Is New Better? (2)

Elizabeth Peyton, Live to Ride, 2003
Since then, we have thrashed about, largely without direction, searching for the next big new thing.
This was surprising at first. After all, wouldn’t it be incredibly liberating to be able to work in any style you want? To improve, or extend, or try to perfect, even, the old styles? (Ofer Wolberger had an interesting piece about this recently.) Or just to do what satisfies you, without wondering whether it is sufficiently cutting edge?
It didn’t happen.
It didn’t happen because commerce in art, like commerce in everything, is premised on the dogma that new is better. This serves many purposes. It obviates critical effort. (If it’s new, it must be good.) And it provides a motivation for consumers. (We don't have any of that. Maybe we should get some.)
I don’t know if it’s possible to get past this. The lure of big money is very strong.
There is, however, an expanding nucleus of artists, mainly painters, who have achieved respect (and sometimes success) by adapting existing styles to their own purposes, without worrying too much about whether what they are doing is really new or not.
And there is, I think, a sense among some photographers that the current tendency to staged and conceptual narratives is not only not a way forward, but is not very interesting either. (Of course, that might be just me.)
The truth is that I don’t really care what kind of pictures you make. I’m happy with what I'm doing, and I wish you the same. Still, I think all our lives might be easier if we could see more clearly that the era in which new was better is over, and we're free to do whatever we want.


YOUR INSTRUCTIONS: Show every line of the material that follows in which the word "swatch" occurs.

RECORDS FOR THIS EXERCISE:
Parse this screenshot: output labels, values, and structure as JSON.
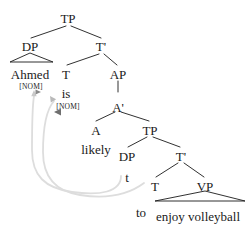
{
  "figure": {
    "kind": "syntax-tree",
    "title": "",
    "colors": {
      "text": "#1a1a1a",
      "branch": "#1a1a1a",
      "movement_arrow": "#d8d8d8"
    }
  },
  "nodes": [
    {
      "id": "tp1",
      "label": "TP",
      "type": "category",
      "x": 68,
      "y": 12
    },
    {
      "id": "dp1",
      "label": "DP",
      "type": "category",
      "x": 30,
      "y": 40
    },
    {
      "id": "tbar1",
      "label": "T'",
      "type": "category",
      "x": 101,
      "y": 40
    },
    {
      "id": "ahmed",
      "label": "Ahmed",
      "type": "word",
      "x": 30,
      "y": 68
    },
    {
      "id": "ahmed_feat",
      "label": "[NOM]",
      "type": "feature",
      "x": 31,
      "y": 83
    },
    {
      "id": "t1",
      "label": "T",
      "type": "category",
      "x": 66,
      "y": 68
    },
    {
      "id": "is",
      "label": "is",
      "type": "word",
      "x": 66,
      "y": 87
    },
    {
      "id": "is_feat",
      "label": "[NOM]",
      "type": "feature",
      "x": 68,
      "y": 103
    },
    {
      "id": "ap",
      "label": "AP",
      "type": "category",
      "x": 118,
      "y": 68
    },
    {
      "id": "abar",
      "label": "A'",
      "type": "category",
      "x": 118,
      "y": 101
    },
    {
      "id": "a",
      "label": "A",
      "type": "category",
      "x": 96,
      "y": 124
    },
    {
      "id": "likely",
      "label": "likely",
      "type": "word",
      "x": 96,
      "y": 143
    },
    {
      "id": "tp2",
      "label": "TP",
      "type": "category",
      "x": 150,
      "y": 124
    },
    {
      "id": "dp2",
      "label": "DP",
      "type": "category",
      "x": 127,
      "y": 150
    },
    {
      "id": "tbar2",
      "label": "T'",
      "type": "category",
      "x": 181,
      "y": 150
    },
    {
      "id": "trace",
      "label": "t",
      "type": "word",
      "x": 127,
      "y": 171
    },
    {
      "id": "t2",
      "label": "T",
      "type": "category",
      "x": 155,
      "y": 180
    },
    {
      "id": "vp",
      "label": "VP",
      "type": "category",
      "x": 205,
      "y": 180
    },
    {
      "id": "to",
      "label": "to",
      "type": "word",
      "x": 141,
      "y": 206
    },
    {
      "id": "enjoy_vb",
      "label": "enjoy volleyball",
      "type": "word",
      "x": 198,
      "y": 210
    }
  ],
  "branches": [
    {
      "from": "tp1",
      "to": "dp1",
      "x1": 66,
      "y1": 26,
      "x2": 31,
      "y2": 38
    },
    {
      "from": "tp1",
      "to": "tbar1",
      "x1": 71,
      "y1": 26,
      "x2": 101,
      "y2": 38
    },
    {
      "from": "tbar1",
      "to": "t1",
      "x1": 99,
      "y1": 54,
      "x2": 67,
      "y2": 65
    },
    {
      "from": "tbar1",
      "to": "ap",
      "x1": 104,
      "y1": 54,
      "x2": 117,
      "y2": 65
    },
    {
      "from": "ap",
      "to": "abar",
      "x1": 118,
      "y1": 81,
      "x2": 118,
      "y2": 92
    },
    {
      "from": "abar",
      "to": "a",
      "x1": 115,
      "y1": 112,
      "x2": 96,
      "y2": 121
    },
    {
      "from": "abar",
      "to": "tp2",
      "x1": 121,
      "y1": 112,
      "x2": 149,
      "y2": 121
    },
    {
      "from": "tp2",
      "to": "dp2",
      "x1": 147,
      "y1": 137,
      "x2": 128,
      "y2": 147
    },
    {
      "from": "tp2",
      "to": "tbar2",
      "x1": 153,
      "y1": 137,
      "x2": 180,
      "y2": 147
    },
    {
      "from": "tbar2",
      "to": "t2",
      "x1": 178,
      "y1": 163,
      "x2": 156,
      "y2": 177
    },
    {
      "from": "tbar2",
      "to": "vp",
      "x1": 184,
      "y1": 163,
      "x2": 204,
      "y2": 177
    }
  ],
  "triangles": [
    {
      "under": "dp1",
      "apex_x": 30,
      "apex_y": 53,
      "left_x": 10,
      "right_x": 53,
      "base_y": 62
    },
    {
      "under": "vp",
      "apex_x": 205,
      "apex_y": 191,
      "left_x": 155,
      "right_x": 245,
      "base_y": 201
    }
  ],
  "movement_arrows": [
    {
      "name": "dp-raising",
      "from_node": "trace",
      "to_node": "ahmed",
      "path": "M 121 176 C 121 192, 100 196, 72 192 C 45 188, 32 176, 32 150 C 32 124, 32 108, 34 96",
      "arrow_tip_x": 34,
      "arrow_tip_y": 92,
      "arrow_direction": "up"
    },
    {
      "name": "t-to-t-raising",
      "from_node": "t2",
      "to_node": "t1",
      "path": "M 144 183 C 128 194, 108 198, 82 195 C 56 191, 44 176, 44 152 C 44 126, 46 110, 54 101",
      "arrow_tip_x": 49,
      "arrow_tip_y": 87,
      "arrow_direction": "up-left"
    },
    {
      "name": "feature-check-arrow",
      "from_node": "is_feat",
      "to_node": "ahmed_feat",
      "path": "",
      "arrow_tip_x": 57,
      "arrow_tip_y": 112,
      "arrow_direction": "left"
    },
    {
      "name": "nom-arrow",
      "from_node": "ahmed_feat",
      "to_node": "ahmed_feat",
      "path": "",
      "arrow_tip_x": 39,
      "arrow_tip_y": 92,
      "arrow_direction": "right"
    }
  ]
}
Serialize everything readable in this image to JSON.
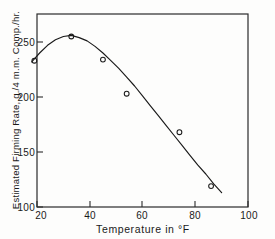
{
  "chart_data": {
    "type": "scatter",
    "title": "",
    "xlabel": "Temperature in °F",
    "ylabel": "Estimated Firming Rate, g./4 m.m. Comp./hr.",
    "xlim": [
      20,
      100
    ],
    "ylim": [
      100,
      265
    ],
    "xticks": [
      20,
      40,
      60,
      80,
      100
    ],
    "yticks": [
      100,
      150,
      200,
      250
    ],
    "xtick_labels": [
      "20",
      "40",
      "60",
      "80",
      "100"
    ],
    "ytick_labels": [
      "100",
      "150",
      "200",
      "250"
    ],
    "grid": false,
    "legend": false,
    "marker": "open-circle",
    "points": [
      {
        "x": 19,
        "y": 233
      },
      {
        "x": 33,
        "y": 255
      },
      {
        "x": 45,
        "y": 234
      },
      {
        "x": 54,
        "y": 203
      },
      {
        "x": 74,
        "y": 168
      },
      {
        "x": 86,
        "y": 119
      }
    ],
    "fit_curve": {
      "name": "fitted curve",
      "x": [
        18,
        21,
        24,
        27,
        30,
        33,
        36,
        39,
        42,
        45,
        48,
        51,
        54,
        57,
        60,
        63,
        66,
        69,
        72,
        75,
        78,
        81,
        84,
        87,
        90
      ],
      "y": [
        232,
        240,
        247,
        252,
        255,
        256,
        254,
        251,
        246,
        240,
        233,
        226,
        218,
        210,
        201,
        192,
        183,
        174,
        165,
        156,
        147,
        138,
        130,
        121,
        113
      ]
    },
    "series": [
      {
        "name": "Estimated Firming Rate",
        "x": [
          19,
          33,
          45,
          54,
          74,
          86
        ],
        "values": [
          233,
          255,
          234,
          203,
          168,
          119
        ]
      }
    ]
  },
  "colors": {
    "line": "#1a1a1a",
    "axis": "#2b2b2b",
    "marker": "#1a1a1a",
    "background": "#fdfdfc"
  }
}
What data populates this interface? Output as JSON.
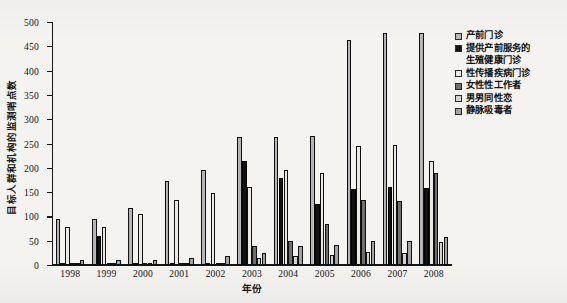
{
  "chart_data": {
    "type": "bar",
    "title": "",
    "xlabel": "年份",
    "ylabel": "目标人群和机构的监测哨点数",
    "ylim": [
      0,
      500
    ],
    "yticks": [
      0,
      50,
      100,
      150,
      200,
      250,
      300,
      350,
      400,
      450,
      500
    ],
    "grid": false,
    "legend_position": "right",
    "categories": [
      "1998",
      "1999",
      "2000",
      "2001",
      "2002",
      "2003",
      "2004",
      "2005",
      "2006",
      "2007",
      "2008"
    ],
    "series": [
      {
        "name": "产前门诊",
        "color": "#b6b6b6",
        "values": [
          95,
          94,
          118,
          172,
          196,
          263,
          263,
          266,
          464,
          478,
          478
        ]
      },
      {
        "name": "提供产前服务的生殖健康门诊",
        "color": "#121212",
        "values": [
          5,
          60,
          5,
          4,
          5,
          214,
          180,
          125,
          157,
          160,
          158
        ]
      },
      {
        "name": "性传播疾病门诊",
        "color": "#ebe9e6",
        "values": [
          78,
          79,
          105,
          133,
          149,
          160,
          196,
          190,
          245,
          246,
          215
        ]
      },
      {
        "name": "女性性工作者",
        "color": "#6f6f6f",
        "values": [
          3,
          3,
          3,
          3,
          3,
          39,
          50,
          84,
          134,
          132,
          190
        ]
      },
      {
        "name": "男男同性恋",
        "color": "#d6d4d1",
        "values": [
          2,
          2,
          2,
          2,
          2,
          14,
          18,
          20,
          26,
          24,
          48
        ]
      },
      {
        "name": "静脉吸毒者",
        "color": "#a3a3a3",
        "values": [
          10,
          11,
          10,
          15,
          18,
          24,
          40,
          42,
          50,
          50,
          57
        ]
      }
    ]
  },
  "legend": {
    "entries": [
      {
        "label": "产前门诊",
        "swatch": "#b6b6b6",
        "continuation": ""
      },
      {
        "label": "提供产前服务的",
        "swatch": "#121212",
        "continuation": "生殖健康门诊"
      },
      {
        "label": "性传播疾病门诊",
        "swatch": "#ebe9e6",
        "continuation": ""
      },
      {
        "label": "女性性工作者",
        "swatch": "#6f6f6f",
        "continuation": ""
      },
      {
        "label": "男男同性恋",
        "swatch": "#d6d4d1",
        "continuation": ""
      },
      {
        "label": "静脉吸毒者",
        "swatch": "#a3a3a3",
        "continuation": ""
      }
    ]
  }
}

RESULT OF THE EXERCISE:
        "swatch": "#b6b6b6",
        "swatch": "#121212",
        "swatch": "#ebe9e6",
        "swatch": "#6f6f6f",
        "swatch": "#d6d4d1",
        "swatch": "#a3a3a3",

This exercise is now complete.